The Nelson meeting was my first in-depth exposure to the impact on indigenous and local coastal communities of the protracted nature of the international debate on whaling and the inability of the International Whaling Commission to satisfactorily resolve cultural differences between its whaling and non-whaling members. I am a conservationist and practicing resource manager with more than two decades of experience and involvement in the management, sustainable use and international trade in wild animals. I share the sense of frustration that whaling communities have over the apparent reluctance of the IWC to recognize cetaceans as a renewable marine resource that is capable of being harvested sustainably.

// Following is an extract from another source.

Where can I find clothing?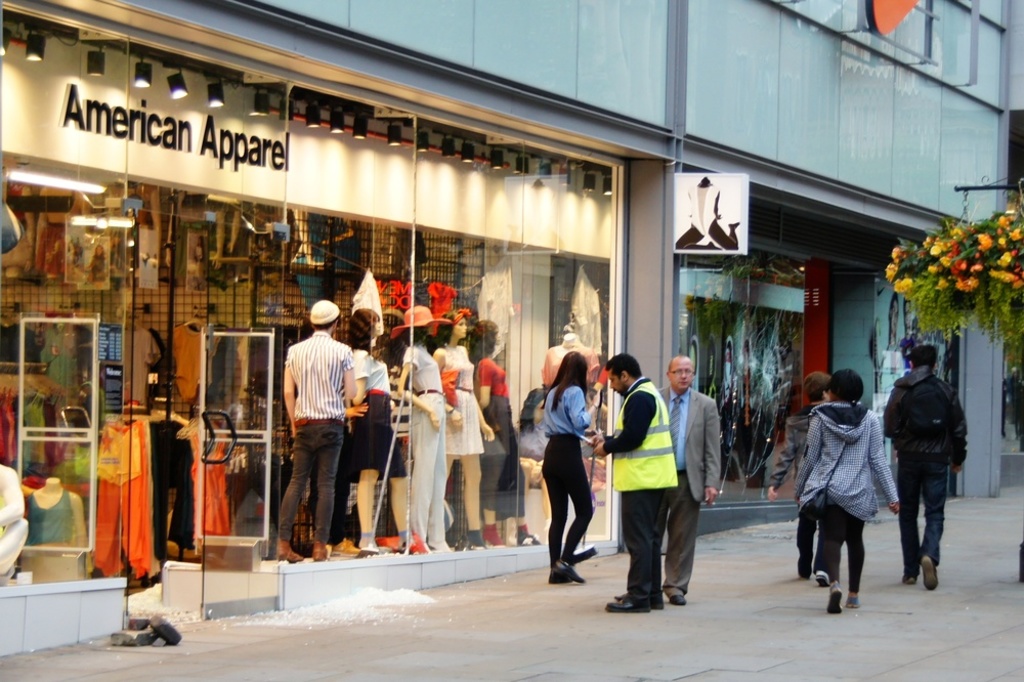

The international debate on the commercial use of cetaceans has evolved over the last two decades to become one of the most emotive natural resource conservation issues. Objective debate on the subject has become clouded by misinformation that seeks to portray all species of large cetaceans as endangered. Rational decision-making by the IWC has been replaced by rigorously held ideologies that are deeply rooted in complex cultural differences in attitudes toward certain favoured animal species.

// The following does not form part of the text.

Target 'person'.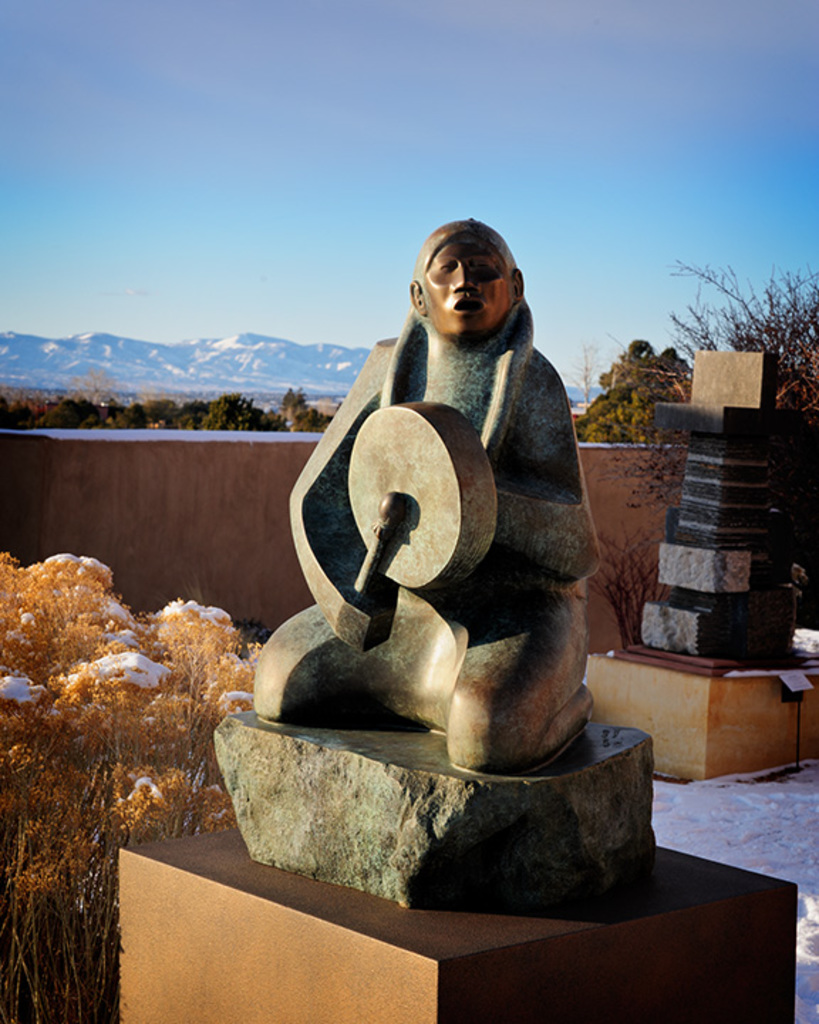
Target region: pyautogui.locateOnScreen(291, 213, 621, 809).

Caught somewhere in the midst of this seemingly intractable conflict are those indigenous and local coastal communities for whom the use of certain species of large cetacean is inexorably interwoven into the fabric of their cultures. While it is true that the IWC has approved subsistence use of certain whale species by some coastal indigenous communities according to annual quotas that are established by the Commission, not all indigenous communities are "blessed" with this provision. Furthermore, so strong is the opposition to any commercial use of cetaceans, that the IWC applies the term "subsistence use" in a highly-restrictive sense that prevents communities receiving subsistence quotas from making commercial use of by-products. As a consequence of this IWC policy, these by-products represent a waste of a valuable resource. Furthermore, and arguably more importantly, indigenous artists, artisans, and communities are robbed of the ability to promote greater understanding of their cultural heritage by trading their traditional arts and handicrafts in international markets.
This current IWC policy is imposed by the governments of a relatively small number of industrialized countries. It is difficult to escape the conclusion that this decision to prohibit the commercial use of by-products derived from whales taken for subsistence purposes by small-scale whalers living in small rural communities, appears tinged with a touch of cultural imperialism.